The Last Post Ceremony commemorating the service of (NX81964) Sapper Stanley Ernest Ross, 1st Training Battalion, Royal Australian Engineers, Second World War

Place Oceania: Australia, New South Wales, Wagga Wagga, Kapooka
Accession Number PAFU2014/443.01
Collection type Film
Object type Last Post film
Physical description 16:9
Maker Australian War Memorial
Place made Australia: Australian Capital Territory, Canberra, Campbell
Date made 30 November 2014
Access Open
Conflict Second World War, 1939-1945
Copyright Item copyright: © Australian War Memorial
Creative Commons License This item is licensed under CC BY-NC
Copying Provisions Copyright restrictions apply. Only personal, non-commercial, research and study use permitted. Permission of copyright holder required for any commercial use and/or reproduction.
Description

The Last Post Ceremony is presented in the Commemorative area of the Australian War Memorial each day. The ceremony commemorates more than 102,000 Australians who have given their lives in war and other operations and whose names are recorded on the Roll of Honour. At each ceremony the story behind one of the names on the Roll of Honour is told. Hosted by Andrew Smith, the story for this day was on (NX81964) Sapper Stanley Ernest Ross, 1st Training Battalion, Royal Australian Engineers, Second World War.

Film order form
Speech transcript

NX81964 Sapper Stanley Ernest Ross, 1st Training Battalion, Royal Australian Engineers
Accidentally killed 21 May 1945
No photograph in collection

Story delivered 30 November 2014

Today we pay tribute to Sapper Stanley Ernest Ross, who was killed in the service of the Royal Australian Engineers in 1945.

Born on 30 January 1917 in Mungindi, in the Moree Plains region of northern New South Wales, Stanley Ernest Ross was the son of Francis George Ross and Elizabeth Kathleen Ross.

A motor mechanic before the war, Ross enlisted in the Second Australian Imperial Force on New Year’s Day 1942. Following enlistment he was posted to the Australian Army Service Corps, where he employed his motor mechanic skills.

Later he was posted to the 1st Training Battalion, Royal Australian Engineers, at the large Australian Army training base at Kapooka. However, in the afternoon of 21 May 1945, tragedy struck.

Crowded within a dug-out during a routine demolition training exercise on the preparation of hand charges were two groups: one of 22 trainees and two instructors; and a smaller squad of three men and one instructor. Inside the dug-out were 110 pounds of explosives stored for day’s exercise. In circumstances that remain unknown to this day, the explosives ignited. In the explosion, 24 men were killed instantly, two died of injuries shortly afterwards, and two more were severely injured.

Ross was one of those killed in the accident. He was 28 years old.

Three days later a mass funeral was held for the men in Wagga Wagga. Thousands of people lined the route of the funeral parade. The 26 flag-draped coffins were carried on four army trucks, and the cortège included over 100 military vehicles carrying members of the army and air force. The dead were buried in the Wagga Wagga War Cemetery.

Ross’s name is listed here – along with those of the other 25 killed in the accident – on the Roll of Honour on my left, along with around 40,000 other Australians killed in the Second World War.
This is but one of the many stories of service and sacrifice told here at the Australian War Memorial. We now remember Sapper Stanley Ernest Ross, and all of those Australians who gave their lives in the hope for a better world.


## What the task asks
Omitting the images, transcribe the records below exactly as they stand.

## Extracted information
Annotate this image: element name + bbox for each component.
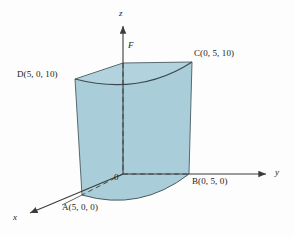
point-label-D: D(5, 0, 10) bbox=[17, 69, 58, 79]
point-label-B: B(0, 5, 0) bbox=[192, 176, 228, 186]
solid-diagram-svg bbox=[0, 0, 294, 236]
axis-label-x: x bbox=[13, 212, 17, 222]
origin-label: 0 bbox=[114, 172, 119, 182]
axis-label-y: y bbox=[275, 167, 279, 177]
figure-canvas: z y x 0 F C(0, 5, 10) D(5, 0, 10) B(0, 5… bbox=[0, 0, 294, 236]
point-label-C: C(0, 5, 10) bbox=[194, 48, 234, 58]
point-label-F: F bbox=[128, 40, 134, 50]
point-label-A: A(5, 0, 0) bbox=[62, 202, 98, 212]
axis-label-z: z bbox=[119, 8, 123, 18]
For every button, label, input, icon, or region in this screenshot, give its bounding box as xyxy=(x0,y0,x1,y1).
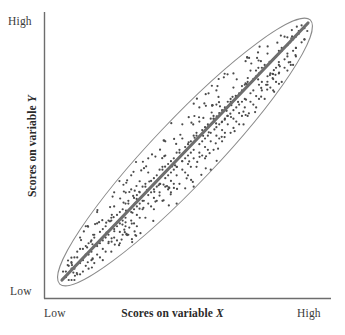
scatter-dot xyxy=(247,77,249,79)
scatter-dot xyxy=(74,275,76,277)
scatter-dot xyxy=(234,130,236,132)
scatter-dot xyxy=(179,134,181,136)
scatter-dot xyxy=(164,166,166,168)
scatter-dot xyxy=(125,233,127,235)
scatter-dot xyxy=(212,149,214,151)
scatter-dot xyxy=(113,205,115,207)
scatter-dot xyxy=(193,149,195,151)
scatter-dot xyxy=(96,253,98,255)
scatter-dot xyxy=(190,166,192,168)
scatter-dot xyxy=(286,36,288,38)
scatter-dot xyxy=(147,203,149,205)
scatter-dot xyxy=(102,248,104,250)
scatter-dot xyxy=(288,61,290,63)
scatter-dot xyxy=(76,272,78,274)
scatter-dot xyxy=(139,232,141,234)
scatter-dot xyxy=(286,53,288,55)
scatter-dot xyxy=(193,186,195,188)
scatter-dot xyxy=(118,244,120,246)
scatter-dot xyxy=(244,60,246,62)
scatter-dot xyxy=(235,106,237,108)
scatter-dot xyxy=(248,112,250,114)
scatter-dot xyxy=(112,196,114,198)
scatter-dot xyxy=(168,204,170,206)
scatter-dot xyxy=(226,73,228,75)
scatter-dot xyxy=(292,50,294,52)
scatter-dot xyxy=(215,142,217,144)
scatter-dot xyxy=(150,191,152,193)
scatter-dot xyxy=(170,191,172,193)
scatter-dot xyxy=(207,92,209,94)
scatter-dot xyxy=(176,174,178,176)
scatter-dot xyxy=(278,83,280,85)
scatter-dot xyxy=(276,42,278,44)
scatter-dot xyxy=(184,171,186,173)
scatter-dot xyxy=(221,129,223,131)
scatter-dot xyxy=(113,230,115,232)
scatter-dot xyxy=(90,241,92,243)
scatter-dot xyxy=(178,152,180,154)
scatter-dot xyxy=(135,185,137,187)
scatter-dot xyxy=(173,138,175,140)
scatter-dot xyxy=(99,256,101,258)
scatter-dot xyxy=(265,84,267,86)
scatter-dot xyxy=(110,217,112,219)
scatter-dot xyxy=(181,137,183,139)
scatter-dot xyxy=(273,69,275,71)
scatter-dot xyxy=(257,59,259,61)
scatter-dot xyxy=(70,257,72,259)
plot-canvas xyxy=(0,0,345,335)
scatter-dot xyxy=(218,101,220,103)
scatter-dot xyxy=(242,111,244,113)
scatter-dot xyxy=(252,89,254,91)
scatter-dot xyxy=(258,46,260,48)
scatter-dot xyxy=(154,155,156,157)
scatter-dot xyxy=(133,222,135,224)
scatter-dot xyxy=(92,234,94,236)
scatter-dot xyxy=(139,217,141,219)
scatter-dot xyxy=(292,64,294,66)
scatter-dot xyxy=(238,103,240,105)
scatter-dot xyxy=(119,231,121,233)
scatter-dot xyxy=(247,81,249,83)
scatter-dot xyxy=(122,201,124,203)
scatter-dot xyxy=(163,140,165,142)
scatter-dot xyxy=(273,91,275,93)
scatter-dot xyxy=(211,85,213,87)
scatter-dot xyxy=(147,194,149,196)
scatter-dot xyxy=(303,38,305,40)
scatter-dot xyxy=(207,135,209,137)
scatter-dot xyxy=(187,154,189,156)
scatter-dot xyxy=(198,116,200,118)
scatter-dot xyxy=(210,169,212,171)
scatter-dot xyxy=(258,84,260,86)
scatter-dot xyxy=(136,205,138,207)
scatter-dot xyxy=(105,251,107,253)
scatter-dot xyxy=(190,122,192,124)
scatter-dot xyxy=(130,219,132,221)
scatter-dot xyxy=(93,262,95,264)
scatter-dot xyxy=(198,152,200,154)
scatter-dot xyxy=(88,268,90,270)
scatter-dot xyxy=(144,217,146,219)
scatter-dot xyxy=(85,265,87,267)
scatter-dot xyxy=(249,92,251,94)
scatter-dot xyxy=(212,115,214,117)
scatter-dot xyxy=(249,70,251,72)
scatter-dot xyxy=(201,154,203,156)
scatter-dot xyxy=(272,77,274,79)
scatter-dot xyxy=(176,188,178,190)
scatter-dot xyxy=(96,209,98,211)
scatter-dot xyxy=(148,180,150,182)
scatter-dot xyxy=(102,228,104,230)
scatter-dot xyxy=(207,149,209,151)
scatter-dot xyxy=(153,191,155,193)
scatter-dot xyxy=(161,169,163,171)
scatter-dot xyxy=(181,160,183,162)
scatter-dot xyxy=(260,60,262,62)
scatter-dot xyxy=(143,167,145,169)
scatter-dot xyxy=(196,161,198,163)
scatter-dot xyxy=(170,180,172,182)
scatter-dot xyxy=(133,197,135,199)
scatter-dot xyxy=(286,70,288,72)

## Response area
Annotate this image: element name + bbox for each component.
point-label-D: D(5, 0, 10) bbox=[17, 69, 58, 79]
point-label-B: B(0, 5, 0) bbox=[192, 176, 228, 186]
solid-diagram-svg bbox=[0, 0, 294, 236]
axis-label-x: x bbox=[13, 212, 17, 222]
origin-label: 0 bbox=[114, 172, 119, 182]
axis-label-y: y bbox=[275, 167, 279, 177]
figure-canvas: z y x 0 F C(0, 5, 10) D(5, 0, 10) B(0, 5… bbox=[0, 0, 294, 236]
point-label-C: C(0, 5, 10) bbox=[194, 48, 234, 58]
point-label-F: F bbox=[128, 40, 134, 50]
point-label-A: A(5, 0, 0) bbox=[62, 202, 98, 212]
axis-label-z: z bbox=[119, 8, 123, 18]
For every button, label, input, icon, or region in this screenshot, give its bounding box as xyxy=(x0,y0,x1,y1).
scatter-dot xyxy=(247,77,249,79)
scatter-dot xyxy=(74,275,76,277)
scatter-dot xyxy=(234,130,236,132)
scatter-dot xyxy=(179,134,181,136)
scatter-dot xyxy=(164,166,166,168)
scatter-dot xyxy=(125,233,127,235)
scatter-dot xyxy=(212,149,214,151)
scatter-dot xyxy=(113,205,115,207)
scatter-dot xyxy=(193,149,195,151)
scatter-dot xyxy=(96,253,98,255)
scatter-dot xyxy=(190,166,192,168)
scatter-dot xyxy=(286,36,288,38)
scatter-dot xyxy=(147,203,149,205)
scatter-dot xyxy=(102,248,104,250)
scatter-dot xyxy=(288,61,290,63)
scatter-dot xyxy=(76,272,78,274)
scatter-dot xyxy=(139,232,141,234)
scatter-dot xyxy=(286,53,288,55)
scatter-dot xyxy=(193,186,195,188)
scatter-dot xyxy=(118,244,120,246)
scatter-dot xyxy=(244,60,246,62)
scatter-dot xyxy=(235,106,237,108)
scatter-dot xyxy=(248,112,250,114)
scatter-dot xyxy=(112,196,114,198)
scatter-dot xyxy=(168,204,170,206)
scatter-dot xyxy=(226,73,228,75)
scatter-dot xyxy=(292,50,294,52)
scatter-dot xyxy=(215,142,217,144)
scatter-dot xyxy=(150,191,152,193)
scatter-dot xyxy=(170,191,172,193)
scatter-dot xyxy=(207,92,209,94)
scatter-dot xyxy=(176,174,178,176)
scatter-dot xyxy=(278,83,280,85)
scatter-dot xyxy=(276,42,278,44)
scatter-dot xyxy=(184,171,186,173)
scatter-dot xyxy=(221,129,223,131)
scatter-dot xyxy=(113,230,115,232)
scatter-dot xyxy=(90,241,92,243)
scatter-dot xyxy=(178,152,180,154)
scatter-dot xyxy=(135,185,137,187)
scatter-dot xyxy=(173,138,175,140)
scatter-dot xyxy=(99,256,101,258)
scatter-dot xyxy=(265,84,267,86)
scatter-dot xyxy=(110,217,112,219)
scatter-dot xyxy=(181,137,183,139)
scatter-dot xyxy=(273,69,275,71)
scatter-dot xyxy=(257,59,259,61)
scatter-dot xyxy=(70,257,72,259)
plot-canvas xyxy=(0,0,345,335)
scatter-dot xyxy=(218,101,220,103)
scatter-dot xyxy=(242,111,244,113)
scatter-dot xyxy=(252,89,254,91)
scatter-dot xyxy=(258,46,260,48)
scatter-dot xyxy=(154,155,156,157)
scatter-dot xyxy=(133,222,135,224)
scatter-dot xyxy=(92,234,94,236)
scatter-dot xyxy=(139,217,141,219)
scatter-dot xyxy=(292,64,294,66)
scatter-dot xyxy=(238,103,240,105)
scatter-dot xyxy=(119,231,121,233)
scatter-dot xyxy=(247,81,249,83)
scatter-dot xyxy=(122,201,124,203)
scatter-dot xyxy=(163,140,165,142)
scatter-dot xyxy=(273,91,275,93)
scatter-dot xyxy=(211,85,213,87)
scatter-dot xyxy=(147,194,149,196)
scatter-dot xyxy=(303,38,305,40)
scatter-dot xyxy=(207,135,209,137)
scatter-dot xyxy=(187,154,189,156)
scatter-dot xyxy=(198,116,200,118)
scatter-dot xyxy=(210,169,212,171)
scatter-dot xyxy=(258,84,260,86)
scatter-dot xyxy=(136,205,138,207)
scatter-dot xyxy=(105,251,107,253)
scatter-dot xyxy=(190,122,192,124)
scatter-dot xyxy=(130,219,132,221)
scatter-dot xyxy=(93,262,95,264)
scatter-dot xyxy=(198,152,200,154)
scatter-dot xyxy=(88,268,90,270)
scatter-dot xyxy=(144,217,146,219)
scatter-dot xyxy=(85,265,87,267)
scatter-dot xyxy=(249,92,251,94)
scatter-dot xyxy=(212,115,214,117)
scatter-dot xyxy=(249,70,251,72)
scatter-dot xyxy=(201,154,203,156)
scatter-dot xyxy=(272,77,274,79)
scatter-dot xyxy=(176,188,178,190)
scatter-dot xyxy=(96,209,98,211)
scatter-dot xyxy=(148,180,150,182)
scatter-dot xyxy=(102,228,104,230)
scatter-dot xyxy=(207,149,209,151)
scatter-dot xyxy=(153,191,155,193)
scatter-dot xyxy=(161,169,163,171)
scatter-dot xyxy=(181,160,183,162)
scatter-dot xyxy=(260,60,262,62)
scatter-dot xyxy=(143,167,145,169)
scatter-dot xyxy=(196,161,198,163)
scatter-dot xyxy=(170,180,172,182)
scatter-dot xyxy=(133,197,135,199)
scatter-dot xyxy=(286,70,288,72)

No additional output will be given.